The book that I began writing in Brittany in 2015 has, like the paths in the forest I was writing in and about, taken many twists and turns, and cost me 7 redrafts. Finally, it has become two books. Drawing on the yearlong course I'm currently leading, the first, A Spell in the Forest – Tongues in Trees, is at last taking shape and will soon head off to find its own way in the world. I hope. (The sequel, or prequel, has also begun to find shape.)
JUNE 2020: I'm delighted to say that this book found a home, and will emerge from Moon Books in 2021.

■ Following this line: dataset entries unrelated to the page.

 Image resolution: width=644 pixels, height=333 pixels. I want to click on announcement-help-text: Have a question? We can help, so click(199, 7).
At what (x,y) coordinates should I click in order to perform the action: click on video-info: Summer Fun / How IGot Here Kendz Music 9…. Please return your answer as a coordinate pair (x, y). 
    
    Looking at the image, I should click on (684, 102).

This is the brief opening passage of Part 1: I wrote it, based on a memory of an earlier visit to this forest, as a blogpost here in 2011.
PART ONE
THE GREENWOOD
Finally you open your eyes. The meadow's tall grasses curtain you; beyond, the blue hills rise. Emergent sun hazes their summits. You sit up. There ahead of you is the little path, and in the stone wall a small wooden gate.
You stand. Below in the valley swallows and martins skim the mist from the morning river. You stretch. The conversations of birds; the song of the water. Your hand lifts the old wooden latch. You step through. You slip into the green of the woods as into a silk dress. There is no room for thought.

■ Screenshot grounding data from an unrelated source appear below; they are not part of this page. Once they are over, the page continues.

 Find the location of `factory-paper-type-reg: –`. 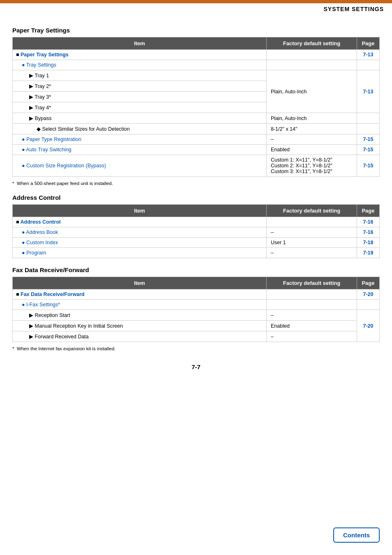

factory-paper-type-reg: – is located at coordinates (312, 140).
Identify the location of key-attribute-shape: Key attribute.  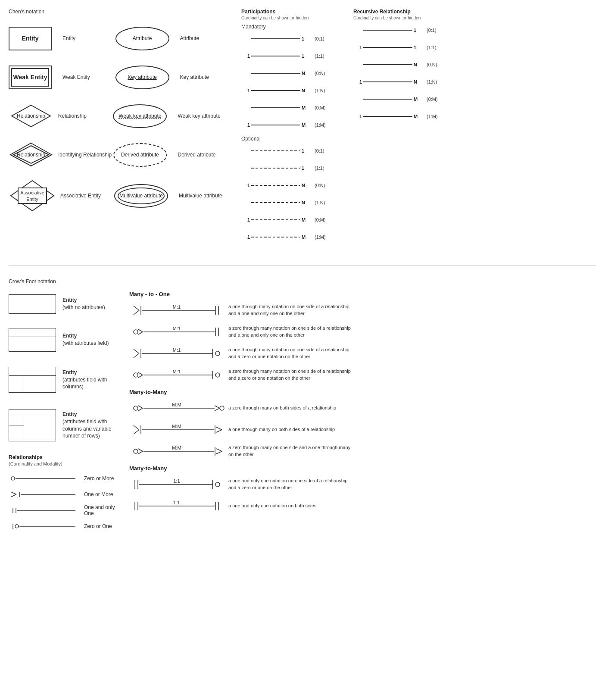
(142, 78).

The path rises gently, sprinkled with light. It's May and the land is alight with white blossom. The wood swims with the scent of bluebells; the air is lilac with it. A thousand wild bees drone. You're alone and it's the first day.
In the green glade pass the ruins of the hermit's chapel with its green dreams, the short walls grassed and blackbird-capped; the spring bubbling and chattering.

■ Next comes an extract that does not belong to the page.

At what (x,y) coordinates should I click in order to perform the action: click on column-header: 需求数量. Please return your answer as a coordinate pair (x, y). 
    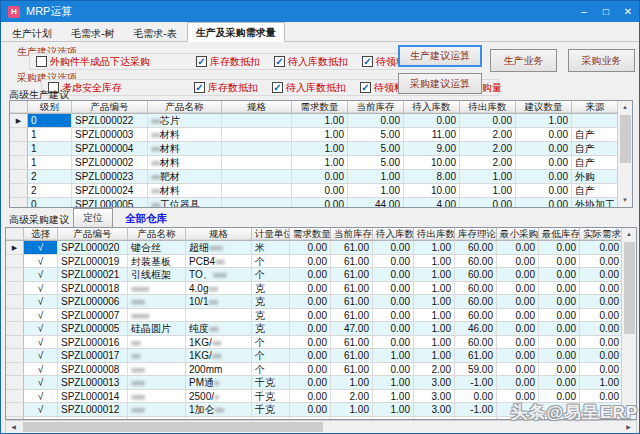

Follow the path in and out of sunlight. Oaks and ashes season the woodland; first bursts of honeysuckle; and look! – in the shade of this larch a host of goldcrests, a corona around your head.
Your feet firm on the good earth. Here there's no need for shoes, you can shake out the creases in which you hide; the truth is as it is, all around you, spread out.
The trees thin out, a little. In the undergrowth of campion, stitchwort, bramble there are rustles of lives going about their daily cycles. A wren skitters out; a bluetit. A very young vole, the length of your top finger joint, scurries across the path, over your feet, unafraid. In the distance a woodpecker knocks.
Soon, you will arrive. The green glade in the green day; summer still to come; and you are young, you are now, you are always. The threshold waits; and its guardian; and question and response will spring and be answered simultaneously, with no words. You pass through.
And there it is – waiting all your life for you, there before questions, before answers. You knew, and forgot that you knew.